TVA nuclear reactor needs $200 million repair

 

SPRING CITY, Tenn. - Oct 7 (The Associated Press)

 

Eight years into a licensed 40-year lifetime, the $7 billion Watts Bar nuclear station needs a $200 million repair.

The Tennessee Valley Authority plans to replace four steam generators at the single-reactor plant located about 40 miles south of Knoxville. The plant began operation in 1996 after 23 years of interrupted construction.

TVA is not alone. Utilities across the nation are having to replace these expensive pieces of equipment at pressurized water reactors like Watts Bar because of leaking tubes affecting power generation.

"You reach a point where you have to make a business decision to either have less output from the plant or to replace the steam generator," said Paul Trudel, project engineer for the steam generator replacement.

The steam generators essentially are heat exchangers. Water from the reactor goes through the generator and is turned into steam, which turns turbines that produce electricity.

In 2003, TVA spent $177 million replacing steam generators on the Unit 1 reactor at Sequoyah nuclear plant near Chattanooga. The federal utility expects to receive Watts Bar's steam generators by late 2005 and install them in 2006.

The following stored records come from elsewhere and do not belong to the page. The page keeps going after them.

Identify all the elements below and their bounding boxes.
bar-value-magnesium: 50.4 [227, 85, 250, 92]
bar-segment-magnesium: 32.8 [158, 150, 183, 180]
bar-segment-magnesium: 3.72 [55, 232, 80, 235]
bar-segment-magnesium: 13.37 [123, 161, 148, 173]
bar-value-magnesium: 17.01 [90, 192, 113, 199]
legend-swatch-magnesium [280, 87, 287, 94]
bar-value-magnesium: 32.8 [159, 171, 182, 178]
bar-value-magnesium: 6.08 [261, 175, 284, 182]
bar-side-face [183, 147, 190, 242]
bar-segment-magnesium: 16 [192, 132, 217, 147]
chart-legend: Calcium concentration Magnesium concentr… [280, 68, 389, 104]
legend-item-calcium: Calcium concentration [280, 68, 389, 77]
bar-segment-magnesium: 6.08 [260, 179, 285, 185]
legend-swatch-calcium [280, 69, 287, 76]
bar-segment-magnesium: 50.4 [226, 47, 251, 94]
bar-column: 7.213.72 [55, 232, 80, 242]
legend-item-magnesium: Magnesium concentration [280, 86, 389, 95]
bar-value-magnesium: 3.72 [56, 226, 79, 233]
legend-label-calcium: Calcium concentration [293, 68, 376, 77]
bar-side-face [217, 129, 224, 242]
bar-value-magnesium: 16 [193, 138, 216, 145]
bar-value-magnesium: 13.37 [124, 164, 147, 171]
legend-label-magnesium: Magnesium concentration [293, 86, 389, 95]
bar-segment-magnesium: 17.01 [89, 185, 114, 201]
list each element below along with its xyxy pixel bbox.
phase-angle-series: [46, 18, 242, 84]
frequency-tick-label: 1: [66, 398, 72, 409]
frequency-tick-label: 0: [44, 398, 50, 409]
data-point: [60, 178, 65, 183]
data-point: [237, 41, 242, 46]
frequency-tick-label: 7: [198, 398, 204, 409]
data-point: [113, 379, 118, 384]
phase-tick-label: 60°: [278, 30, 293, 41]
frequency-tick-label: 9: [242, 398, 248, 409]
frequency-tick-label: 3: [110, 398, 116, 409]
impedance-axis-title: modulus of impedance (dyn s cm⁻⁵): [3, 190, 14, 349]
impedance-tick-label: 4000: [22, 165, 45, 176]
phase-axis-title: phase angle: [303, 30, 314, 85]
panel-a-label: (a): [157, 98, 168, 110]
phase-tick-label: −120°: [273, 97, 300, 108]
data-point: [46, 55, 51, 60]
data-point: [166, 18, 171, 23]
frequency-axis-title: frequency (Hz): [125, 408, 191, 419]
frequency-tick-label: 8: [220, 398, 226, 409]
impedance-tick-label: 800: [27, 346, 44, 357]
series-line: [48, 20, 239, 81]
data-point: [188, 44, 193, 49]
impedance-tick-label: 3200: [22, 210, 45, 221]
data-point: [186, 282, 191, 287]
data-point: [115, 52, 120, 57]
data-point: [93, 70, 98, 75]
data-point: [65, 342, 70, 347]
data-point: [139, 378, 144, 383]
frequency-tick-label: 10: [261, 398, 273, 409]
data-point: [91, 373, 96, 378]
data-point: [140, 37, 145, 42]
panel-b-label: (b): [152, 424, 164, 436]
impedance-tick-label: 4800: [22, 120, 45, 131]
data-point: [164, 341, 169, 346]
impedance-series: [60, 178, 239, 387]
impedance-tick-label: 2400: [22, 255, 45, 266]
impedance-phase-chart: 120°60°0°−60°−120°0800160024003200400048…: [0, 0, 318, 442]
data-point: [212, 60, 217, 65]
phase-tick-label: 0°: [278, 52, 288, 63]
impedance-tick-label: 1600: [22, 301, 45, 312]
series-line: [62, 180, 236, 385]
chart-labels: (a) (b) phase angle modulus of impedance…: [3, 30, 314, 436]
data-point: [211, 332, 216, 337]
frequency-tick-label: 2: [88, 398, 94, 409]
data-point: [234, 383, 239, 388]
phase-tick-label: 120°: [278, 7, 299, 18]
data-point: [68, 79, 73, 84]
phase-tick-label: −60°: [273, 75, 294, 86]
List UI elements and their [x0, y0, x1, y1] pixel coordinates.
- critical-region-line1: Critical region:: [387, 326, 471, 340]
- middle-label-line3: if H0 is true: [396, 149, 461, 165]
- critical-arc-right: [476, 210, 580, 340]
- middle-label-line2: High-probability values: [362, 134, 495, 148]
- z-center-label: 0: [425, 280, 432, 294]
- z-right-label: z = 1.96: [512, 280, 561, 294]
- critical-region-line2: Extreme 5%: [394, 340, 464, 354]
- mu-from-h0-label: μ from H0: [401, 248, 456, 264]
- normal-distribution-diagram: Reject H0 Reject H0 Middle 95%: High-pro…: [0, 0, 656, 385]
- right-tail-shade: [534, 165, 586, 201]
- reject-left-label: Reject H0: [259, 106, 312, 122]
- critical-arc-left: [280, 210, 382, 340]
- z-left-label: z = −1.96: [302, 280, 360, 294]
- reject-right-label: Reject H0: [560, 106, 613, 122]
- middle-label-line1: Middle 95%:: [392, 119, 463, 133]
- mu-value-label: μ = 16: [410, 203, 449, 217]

David Lochbaum, nuclear safety engineer with the Union of Concerned Scientists in Washington, D.C., said the problem can be traced to the stainless steel alloy used in the steam generator tubes.

"The material ... was thought, when the plants were designed and constructed, it wouldn't degrade over 40 years," Lochbaum said. Instead, the metal proved vulnerable "to a number of degradations, corroding, cracking, swelling up."

That can lead to safety problems as well as loss of generation capacity, he said.

The steam generators are no longer made in the United States. TVA will contract with Westinghouse in Chattanooga, which designed the system and will buy and ship the steam generators from Doosan in South Korea.

The old steam generators, having received water from the reactor, are highly radioactive and must be carefully stored. The ones at Sequoyah are encased in a concrete-reinforced bunker and stored at the plant site. TVA plans to store the steam generators at Watts Bar the same way.

TVA is the nation's largest public utility serving 8.5 million people through 158 distributors in Tennessee and parts of Alabama, Kentucky, Georgia, Mississippi, North Carolina and Virginia.